The Day Before Tomorrow

June 19, 2006

“For when David had served God’s purpose in his own generation, he fell asleep; he was buried with his fathers and his body decayed” (Acts 13:36).

Tick. Tick. Tick.

I can feel them slipping away. The moments. The only ones I have. Going. Steadily. Relentlessly. Irretrievably.

I remember the day God saved my keister. I met with an old-fashioned preacher man who had an Amish beard and a voice so deep he could summon whales. In his office I bowed my head and prayed simply: “Make it stick.” The preacher man then spoke over me like an Old Testament oracle, quoting a scripture passage I had not yet learned: “Satan has desired to sift you like wheat.” That was it. I said thanks and went home, wondering what was in store for me. It was January 1979.

Since then I’ve done a lot of stuff. Some good. Some not. I’ve taught high school and college. I did the pastor thing for awhile (quite crappily, I have to admit) and then launched a small non-profit organization. In the last six years I’ve made nearly thirty overseas trips to places like Brazil, Ghana, Kenya, India, Russia, Canada, and Bangladesh. I’ve tried a few radical things in my own backyard with mixed results.

Sometimes I stare out the window and try to add up my life. I’ve got a beautiful wife and four kids who love me a lot. I’ve got friends who seem not to mind proximity. I live in a house that shames me by its niceness. I’m not broke mostly.

Yet I often catch myself straining against the rope, a rope that is getting shorter each day. My greatest fear is going out with a whimper.

One cold afternoon in Petropavlovsk, on the Kamchatka peninsula of eastern Russia, I started a poem that begins like this:

I don’t want to die
With dreams to spare
But one alone, and flare
To ash

a whisp of smoke the air
dissolves

After four years I’ve never finished it. Maybe that’s all I have to say. I want to devour everything, then detonate like a suicide bomber and send a shock wave that rattles the earth. Sometimes I get screwed up, comparing my cards against the hands of the high and mighty. But I know there’s only one real game in town and the path to glory reads Via Dolorosa.

Damn the lures and the deals and the poster people. Damn my adulterous lust for the praise of men. Damn my consuming hunger for significance. Damn it all.

I am tumbling toward negation, falling to “the still point of the turning world” where I hope to find, must find redemption for what cannot be redeemed. All I have is what’s left. All I have is the day before tomorrow.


DIRECTIONS
Please restate, exactly as they appear, only the lines from the one that contains "Locate an element on the screen. The" to the final line of the entries, with no pictures.

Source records
• • •

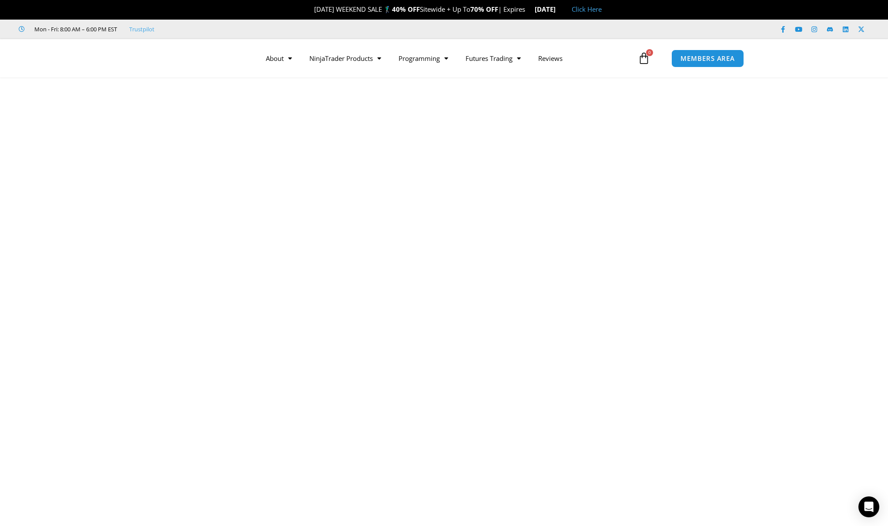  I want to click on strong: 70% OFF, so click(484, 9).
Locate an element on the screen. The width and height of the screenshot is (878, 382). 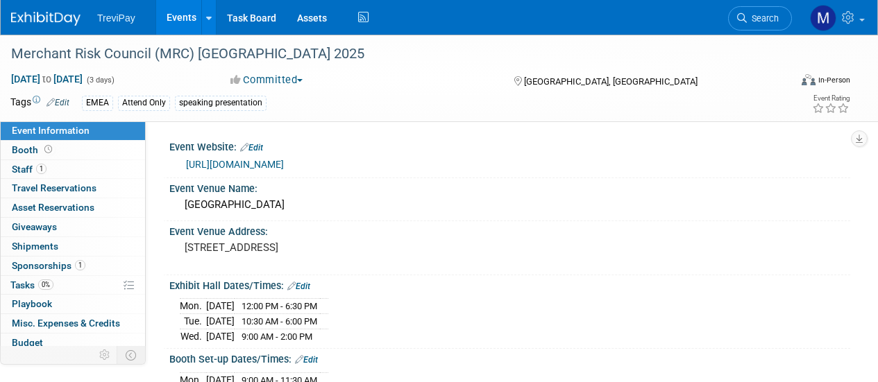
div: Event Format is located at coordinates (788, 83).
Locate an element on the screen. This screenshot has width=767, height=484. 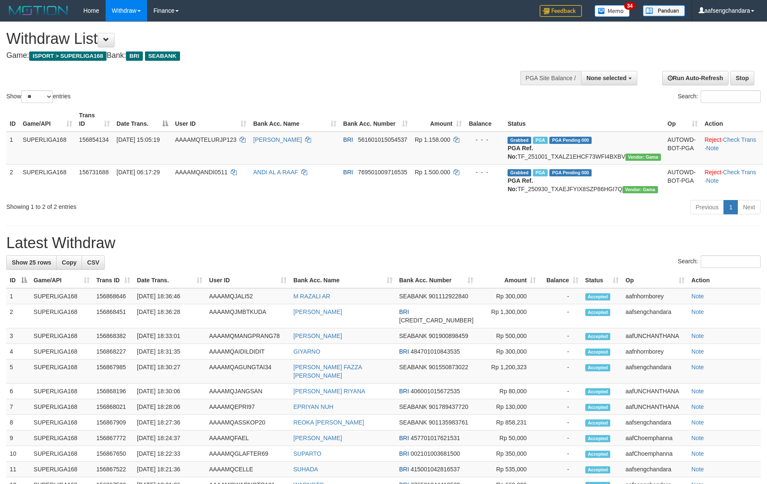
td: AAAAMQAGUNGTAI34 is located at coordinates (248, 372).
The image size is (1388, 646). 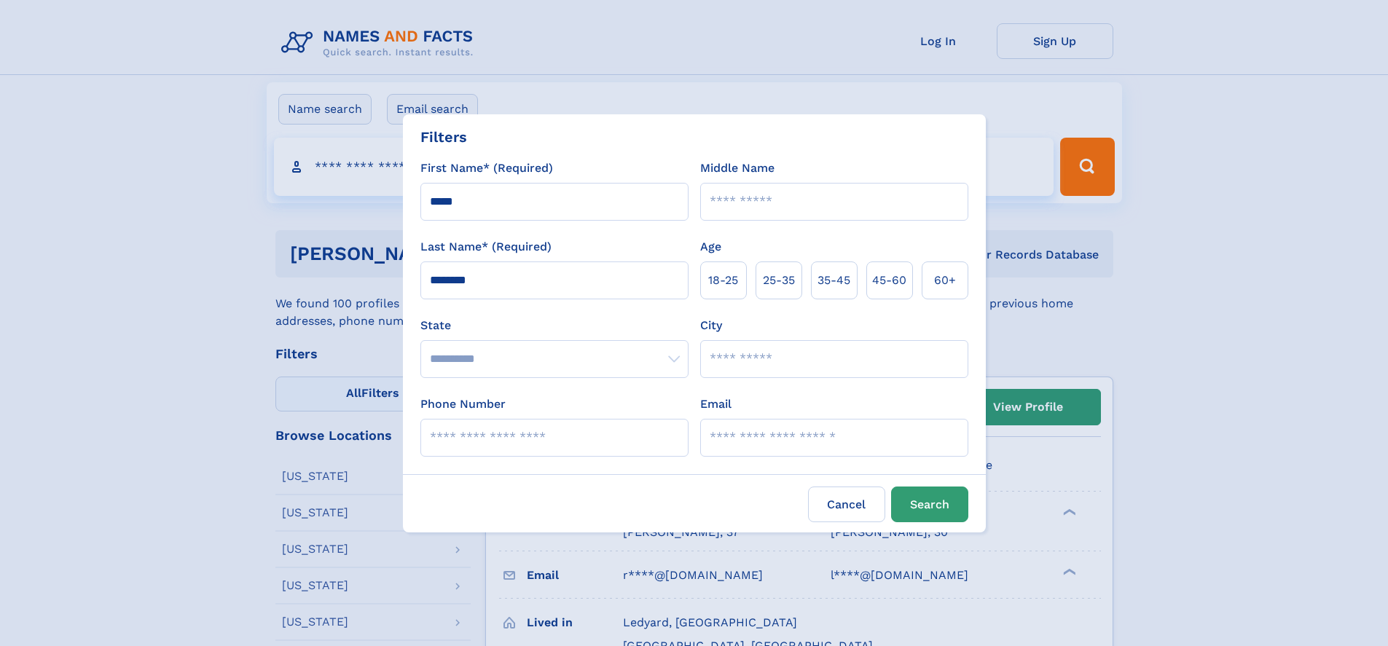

• • •

ANSWER AREA
Locate an element on the screen. The width and height of the screenshot is (878, 382). 
div: Event Format is located at coordinates (788, 83).
Locate an element on the screen. This screenshot has width=767, height=484. 
td: AAAAMQAGUNGTAI34 is located at coordinates (248, 372).
The image size is (1388, 646). 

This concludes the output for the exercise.